Isaiah 40:4
Every valley shall be exalted, and every mountain and hill shall be made low: and the crooked shall be made straight, and the rough places plain:
Cross-reference
Isaiah 45:2 says 'I will level the mountains' for Cyrus, using the same language of making a way, but for a different historical figure.
Isaiah 11:16 describes a highway for the remnant's return — the same restoration journey prepared by the leveling in the earlier prophecy.
Isaiah 35:8 calls the highway the Way of Holiness for the redeemed, directly continuing the theme of a prepared path for God's people.
Isaiah 43:19 promises a way in the wilderness — the same new thing God does in leveling a path for His people's return.
Isaiah 49:11 says God will make mountains into roads — a direct parallel to leveling hills and valleys in the wilderness highway.
Ezekiel 17:24 uses the same imagery of God bringing down the tall tree and raising the low tree, reinforcing the theme of divine reversal.
Ezekiel 21:26 explicitly declares 'the lowly will be exalted and the exalted humbled', a direct parallel to the leveling of mountains and valleys.
Luke 1:52 echoes the same reversal: God brings down rulers and lifts up the humble, fulfilling the pattern of leveling social hierarchies.
Luke 3:5 directly quotes Isaiah 40:4 in the context of John the Baptist preparing the way for Jesus.
In Ecclesiastes 1:15, the crooked cannot be straightened — directly opposing Isaiah's promise that God will level the uneven ground.
Zechariah 4:7 declares the great mountain shall become a plain before Zerubbabel — the same leveling image applied to obstacles.
Zechariah 14:10 says the land will become a plain — fulfilling the vision of mountains brought low in the day of the Lord.
Jeremiah 31:9 promises a straight path for returning exiles, similar to the leveling of uneven ground for God's people.
Hebrews 12:13 echoes the 'make straight paths' imagery, applying the OT preparation metaphor to personal discipline.
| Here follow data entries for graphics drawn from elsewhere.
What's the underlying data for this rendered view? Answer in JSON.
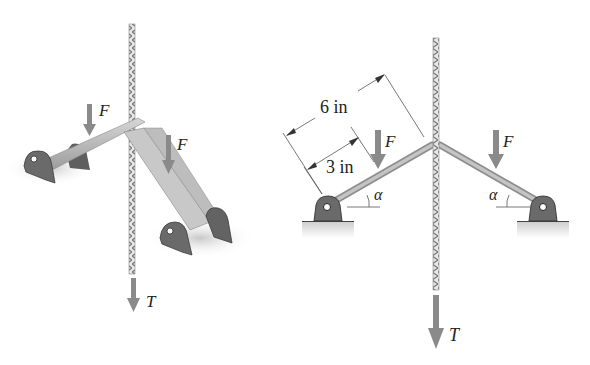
{
  "left_figure": {
    "description": "3D view of toggle mechanism: two links pinned to supports, joined at a rope",
    "labels": {
      "force_left": "F",
      "force_right": "F",
      "tension": "T"
    }
  },
  "right_figure": {
    "description": "2D schematic of toggle mechanism",
    "labels": {
      "force_left": "F",
      "force_right": "F",
      "tension": "T",
      "angle_left": "α",
      "angle_right": "α",
      "dim_outer": "6 in",
      "dim_inner": "3 in"
    }
  },
  "colors": {
    "arrow": "#8a8a8a",
    "link": "#b5b5b5",
    "support": "#6e6e6e",
    "ground": "#d8d8d8",
    "rope": "#9a9a9a"
  }
}
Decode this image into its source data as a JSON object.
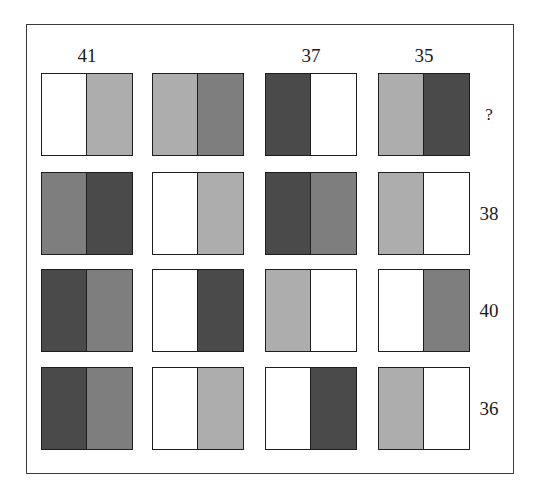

In 1 Samuel 2:8, God raises the poor from dust—a social reversal mirroring the physical lifting of valleys in Isaiah.
Luke 18:14 states the principle of humbling the exalted and exalting the humble, reflecting the same divine reversal as the leveling of terrain.
Luke 1:53 continues the reversal theme in the Magnificat: filling the hungry and sending the rich away empty, mirroring the valley/mountain inversion.
In Psalm 113:7, God lifts the needy from the ash heap—the same theme of raising the lowly as in Isaiah 40:4.